There are a few TV shows I don't miss - my favourite right now is probably The Big Bang Theory, which is unusual for me because I don't normally go for sitcoms. But this one is just so funny. I used to love House but it's getting repetitive. Incidentally, both shows provide evidence for my theory that overtly atheistic characters on TV must be portrayed as either grumpy old men or weirdo nerds (viz. BeckerBones, Dexter)*. (Futuristic shows are the exception, where religion seems to fall by the wayside on a regular basis.)

One show I tried to watch was The Mentalist. It's about a guy who once earned a living by using his keen sense of observation to pose as a fake psychic, but now uses it to help solve crimes. (This premise has been copied a few times since, e.g. Lie to Me and Unforgettable, and is itself a rip-off of the awesome show Psych, which makes the occasional hilarious meta-reference to The Mentalist.)

From what little I saw of the show, I gather the main character Patrick Jane (Aussie Simon Baker) is another atheist. He's not a nerd, and certainly not a grumpy old man, but he is an eccentric weirdo. This is probably because his wife and child were murdered by a serial killer.
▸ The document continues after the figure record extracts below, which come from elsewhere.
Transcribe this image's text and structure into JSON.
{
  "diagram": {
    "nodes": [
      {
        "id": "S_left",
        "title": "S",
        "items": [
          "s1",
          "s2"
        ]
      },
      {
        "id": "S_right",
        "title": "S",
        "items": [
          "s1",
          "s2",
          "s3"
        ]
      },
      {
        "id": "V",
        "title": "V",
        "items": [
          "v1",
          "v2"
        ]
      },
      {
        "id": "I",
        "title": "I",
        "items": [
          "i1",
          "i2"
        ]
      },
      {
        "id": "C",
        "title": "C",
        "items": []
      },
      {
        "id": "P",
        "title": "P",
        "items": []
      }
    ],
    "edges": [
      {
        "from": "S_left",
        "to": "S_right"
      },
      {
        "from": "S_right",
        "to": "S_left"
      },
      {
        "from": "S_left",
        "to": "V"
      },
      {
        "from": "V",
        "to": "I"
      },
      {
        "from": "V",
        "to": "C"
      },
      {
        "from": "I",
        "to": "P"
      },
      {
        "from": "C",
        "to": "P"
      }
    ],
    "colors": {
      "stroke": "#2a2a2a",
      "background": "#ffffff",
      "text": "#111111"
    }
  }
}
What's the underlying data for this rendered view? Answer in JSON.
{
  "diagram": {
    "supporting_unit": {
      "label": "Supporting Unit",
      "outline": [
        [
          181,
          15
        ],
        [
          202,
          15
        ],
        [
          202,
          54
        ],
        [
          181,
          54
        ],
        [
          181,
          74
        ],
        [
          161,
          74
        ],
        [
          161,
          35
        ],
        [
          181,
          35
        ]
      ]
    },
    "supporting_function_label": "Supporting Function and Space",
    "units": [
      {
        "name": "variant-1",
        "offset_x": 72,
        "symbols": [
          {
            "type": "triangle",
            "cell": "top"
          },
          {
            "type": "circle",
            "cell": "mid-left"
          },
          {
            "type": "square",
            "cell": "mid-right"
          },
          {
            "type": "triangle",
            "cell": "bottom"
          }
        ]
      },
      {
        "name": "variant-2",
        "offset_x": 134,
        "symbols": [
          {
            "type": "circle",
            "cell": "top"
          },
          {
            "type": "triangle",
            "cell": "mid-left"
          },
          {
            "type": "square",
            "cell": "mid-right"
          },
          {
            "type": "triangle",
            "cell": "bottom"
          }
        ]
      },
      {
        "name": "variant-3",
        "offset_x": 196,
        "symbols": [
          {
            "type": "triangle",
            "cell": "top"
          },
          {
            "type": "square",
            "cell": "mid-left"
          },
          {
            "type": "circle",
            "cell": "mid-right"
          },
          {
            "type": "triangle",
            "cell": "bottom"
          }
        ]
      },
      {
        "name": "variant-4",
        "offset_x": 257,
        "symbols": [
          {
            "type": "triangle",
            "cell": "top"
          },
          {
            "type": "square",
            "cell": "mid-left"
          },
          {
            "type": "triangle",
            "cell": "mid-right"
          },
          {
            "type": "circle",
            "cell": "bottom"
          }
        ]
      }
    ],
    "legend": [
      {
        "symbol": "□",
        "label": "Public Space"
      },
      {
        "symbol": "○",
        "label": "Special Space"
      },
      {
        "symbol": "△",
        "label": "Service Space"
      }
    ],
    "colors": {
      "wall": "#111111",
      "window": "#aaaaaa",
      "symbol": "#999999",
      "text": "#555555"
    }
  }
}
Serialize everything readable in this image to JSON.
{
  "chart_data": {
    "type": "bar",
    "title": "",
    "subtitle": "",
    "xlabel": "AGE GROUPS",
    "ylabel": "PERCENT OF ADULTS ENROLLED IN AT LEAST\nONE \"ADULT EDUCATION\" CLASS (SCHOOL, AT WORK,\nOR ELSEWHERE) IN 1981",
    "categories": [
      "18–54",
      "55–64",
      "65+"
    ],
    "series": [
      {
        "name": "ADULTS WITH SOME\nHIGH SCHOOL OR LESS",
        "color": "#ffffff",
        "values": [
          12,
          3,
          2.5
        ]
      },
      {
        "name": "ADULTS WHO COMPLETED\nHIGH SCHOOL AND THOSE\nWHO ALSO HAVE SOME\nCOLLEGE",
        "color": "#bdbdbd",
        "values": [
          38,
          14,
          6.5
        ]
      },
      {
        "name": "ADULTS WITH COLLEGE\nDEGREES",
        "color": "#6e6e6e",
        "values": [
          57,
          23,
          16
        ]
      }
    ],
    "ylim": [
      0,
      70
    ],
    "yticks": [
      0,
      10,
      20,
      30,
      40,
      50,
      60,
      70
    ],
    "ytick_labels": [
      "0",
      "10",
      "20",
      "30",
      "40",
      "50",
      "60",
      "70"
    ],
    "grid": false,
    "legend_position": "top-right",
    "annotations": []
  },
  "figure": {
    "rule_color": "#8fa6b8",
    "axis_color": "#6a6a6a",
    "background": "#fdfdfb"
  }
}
And that's why I couldn't stick with the show, despite being in agreement with Jane over the redundancy of the term "fake psychic". But Jane's background is just too much. As a viewer I can't recover from it. I can't watch a character with that sort of torment in his past. I think it's because in this story, the hero can never win.

Anyway, in an early episode I remember he came up against a "psychic" who held seances to contact the dead. At the end of the show, she gently tells Jane that she's talked to his dead wife, who told her his daughter was never scared during the double murder, that she never woke up. I waited for Jane to tell the woman to shove it. Instead, he listened stony-faced and cried when she left the room.

Such a cop-out.

Today I happened to catch a more recent episode and I'm sorry to say the cop-outs continue. A woman consulted Jane ten years ago when she was trying to conceive. He used his "gift" to tell her she would have a son called Connor and it came true - she believes in his powers even when he confesses ten years later. She does finally accept that it was all a trick. He says (from memory), "Sorry about deceiving you." Instead of replying, "Yeah, well, I was eager to believe", she says "Oh, but you gave me hope!"
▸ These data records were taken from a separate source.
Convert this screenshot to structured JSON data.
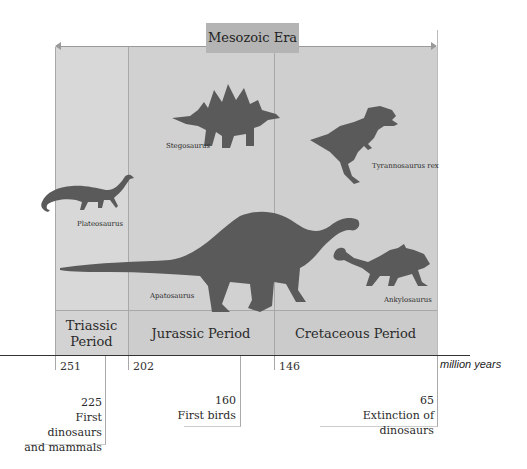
{
  "era": {
    "label": "Mesozoic Era"
  },
  "periods": [
    {
      "name": "Triassic\nPeriod",
      "line1": "Triassic",
      "line2": "Period",
      "start": "251"
    },
    {
      "name": "Jurassic Period",
      "start": "202"
    },
    {
      "name": "Cretaceous Period",
      "start": "146"
    }
  ],
  "axis": {
    "unit": "million years"
  },
  "events": [
    {
      "value": "225",
      "line1": "First dinosaurs",
      "line2": "and mammals"
    },
    {
      "value": "160",
      "line1": "First birds"
    },
    {
      "value": "65",
      "line1": "Extinction of dinosaurs"
    }
  ],
  "dinosaurs": [
    {
      "name": "Plateosaurus",
      "period": "Triassic"
    },
    {
      "name": "Stegosaurus",
      "period": "Jurassic"
    },
    {
      "name": "Apatosaurus",
      "period": "Jurassic"
    },
    {
      "name": "Tyrannosaurus rex",
      "period": "Cretaceous"
    },
    {
      "name": "Ankylosaurus",
      "period": "Cretaceous"
    }
  ],
  "colors": {
    "silhouette": "#5a5a5a",
    "region": "#d3d3d3",
    "era_box": "#b4b4b4"
  }
}
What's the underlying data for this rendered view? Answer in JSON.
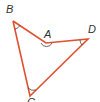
{
  "diagram": {
    "type": "geometry-figure",
    "shape": "concave quadrilateral",
    "line_color": "#e0502e",
    "arc_color": "#444444",
    "vertices": [
      {
        "label": "B",
        "x": 13,
        "y": 21,
        "label_x": 6,
        "label_y": 13
      },
      {
        "label": "A",
        "x": 46,
        "y": 43,
        "label_x": 44,
        "label_y": 38
      },
      {
        "label": "D",
        "x": 88,
        "y": 39,
        "label_x": 88,
        "label_y": 33
      },
      {
        "label": "C",
        "x": 30,
        "y": 96,
        "label_x": 27,
        "label_y": 106
      }
    ],
    "edges": [
      [
        "B",
        "A"
      ],
      [
        "A",
        "D"
      ],
      [
        "D",
        "C"
      ],
      [
        "C",
        "B"
      ]
    ],
    "angle_marks": [
      "B",
      "A",
      "D",
      "C"
    ]
  }
}
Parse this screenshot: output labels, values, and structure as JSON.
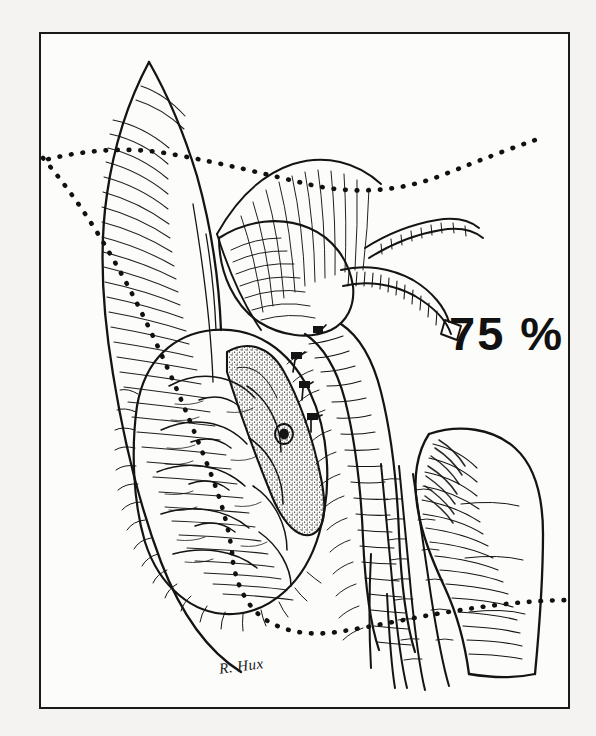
{
  "document": {
    "type": "medical-illustration",
    "medium": "pen-and-ink line drawing",
    "subject": "Pancreaticoduodenectomy (Whipple procedure) — extent of pancreatic resection",
    "background_color": "#f3f2f0",
    "plate_background_color": "#fcfcfb",
    "ink_color": "#111111",
    "frame": {
      "name": "plate-border",
      "color": "#1a1a1a",
      "width_px": 2.5,
      "left": 39,
      "top": 32,
      "width": 531,
      "height": 677
    }
  },
  "annotations": {
    "resection_percent_label": "75 %",
    "resection_percent_value": 75,
    "resection_percent_color": "#111111",
    "artist_signature": "R. Hux"
  },
  "anatomy": {
    "structures": [
      {
        "name": "stomach",
        "position": "left",
        "rendering": "cross-hatched serosal folds"
      },
      {
        "name": "duodenum",
        "position": "center",
        "rendering": "banded tubular loop with ligated vessel clips"
      },
      {
        "name": "pancreas-head",
        "position": "center-left",
        "rendering": "lobulated gland body"
      },
      {
        "name": "pancreatic-cut-surface",
        "position": "center",
        "rendering": "stippled transected face with duct orifice"
      },
      {
        "name": "pancreatic-duct",
        "position": "center",
        "rendering": "small ringed orifice on cut surface"
      },
      {
        "name": "common-bile-duct",
        "position": "upper-center",
        "rendering": "transected banded duct"
      },
      {
        "name": "gastroduodenal-artery-stump",
        "position": "upper-right",
        "rendering": "cut vessel stump"
      },
      {
        "name": "superior-mesenteric-vessels",
        "position": "right",
        "rendering": "parallel banded vessels descending"
      },
      {
        "name": "jejunum-loop",
        "position": "lower-right",
        "rendering": "cross-hatched bowel loop"
      },
      {
        "name": "ligature-clips",
        "position": "center",
        "count": 4,
        "rendering": "small tied vessel ligatures"
      }
    ],
    "resection_line": {
      "name": "dotted-resection-line",
      "style": "dotted",
      "color": "#111111",
      "description": "dotted boundary sweeping from upper-left across the top, curving down the midline and out to the right past the jejunum, delimiting the 75% resection specimen"
    }
  }
}
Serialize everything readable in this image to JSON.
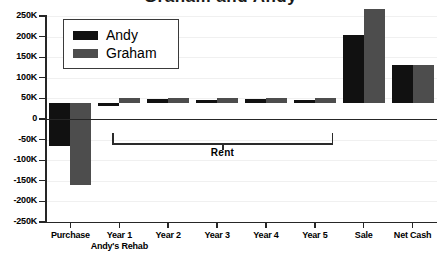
{
  "chart_data": {
    "type": "bar",
    "title": "Graham and Andy",
    "subtitle": "",
    "xlabel": "",
    "ylabel": "",
    "ylim": [
      -250000,
      250000
    ],
    "ytick_values": [
      250000,
      200000,
      150000,
      100000,
      50000,
      0,
      -50000,
      -100000,
      -150000,
      -200000,
      -250000
    ],
    "ytick_labels": [
      "250K",
      "200K",
      "150K",
      "100K",
      "50K",
      "0",
      "-50K",
      "-100K",
      "-150K",
      "-200K",
      "-250K"
    ],
    "grid": true,
    "legend_position": "upper-left",
    "categories": [
      "Purchase",
      "Year 1",
      "Year 2",
      "Year 3",
      "Year 4",
      "Year 5",
      "Sale",
      "Net Cash"
    ],
    "category_sublabels": [
      "",
      "Andy's Rehab",
      "",
      "",
      "",
      "",
      "",
      ""
    ],
    "series": [
      {
        "name": "Andy",
        "color": "#111111",
        "values": [
          -105000,
          -8000,
          9000,
          8000,
          9000,
          8000,
          165000,
          92000
        ]
      },
      {
        "name": "Graham",
        "color": "#4d4d4d",
        "values": [
          -200000,
          12000,
          12000,
          12000,
          13000,
          13000,
          227000,
          92000
        ]
      }
    ],
    "annotations": [
      {
        "type": "bracket",
        "label": "Rent",
        "spans_categories": [
          "Year 1",
          "Year 5"
        ]
      }
    ]
  }
}
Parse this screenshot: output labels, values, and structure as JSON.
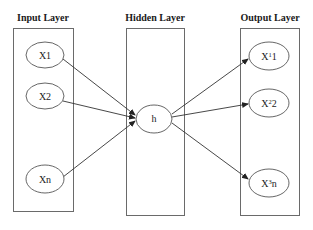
{
  "diagram": {
    "layers": [
      {
        "title": "Input Layer",
        "nodes": [
          {
            "label": "X1"
          },
          {
            "label": "X2"
          },
          {
            "label": "Xn"
          }
        ]
      },
      {
        "title": "Hidden Layer",
        "nodes": [
          {
            "label": "h"
          }
        ]
      },
      {
        "title": "Output Layer",
        "nodes": [
          {
            "base": "X",
            "sup": "1",
            "sub": "1"
          },
          {
            "base": "X",
            "sup": "2",
            "sub": "2"
          },
          {
            "base": "X",
            "sup": "3",
            "sub": "n"
          }
        ]
      }
    ],
    "edges": [
      {
        "from": "X1",
        "to": "h"
      },
      {
        "from": "X2",
        "to": "h"
      },
      {
        "from": "Xn",
        "to": "h"
      },
      {
        "from": "h",
        "to": "X11"
      },
      {
        "from": "h",
        "to": "X22"
      },
      {
        "from": "h",
        "to": "X3n"
      }
    ],
    "colors": {
      "box_stroke": "#6a6a6a",
      "node_stroke": "#555555",
      "edge": "#333333",
      "background": "#ffffff"
    }
  }
}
To rub salt in the wound, after Jane points out to his cop partner that he didn't give her hope, he sold her hope, the cop says "I think hope is worth it at any price."

How nice it would've been to hear Jane retort, "I think truth is worth it at any price."

Oh well. The episode guest-starred Kelli Williams, who I've liked ever since seeing her on Earth 2.

*I've now found two examples of young, attractive TV atheists:
Dr Cameron from House (but she's kind of nerdy)
Britta from Community  (but she's kind of not always likable)

1 comment:

MCPlanck said...

You forgot Daniel and Sam on "Stargate." Daniel was portrayed as an egg-head and openly atheist; but Sam was the perfect woman. True, her atheism was never directly expressed, but there were a couple of classic scenes where people talked about religion and she gave them a blank stare.

Mainstream network TV always, always has the cop-out - they even did it on Becker. Their goal is to appeal to the lowest common denominator, and that means never telling the audience they're wrong. About anything.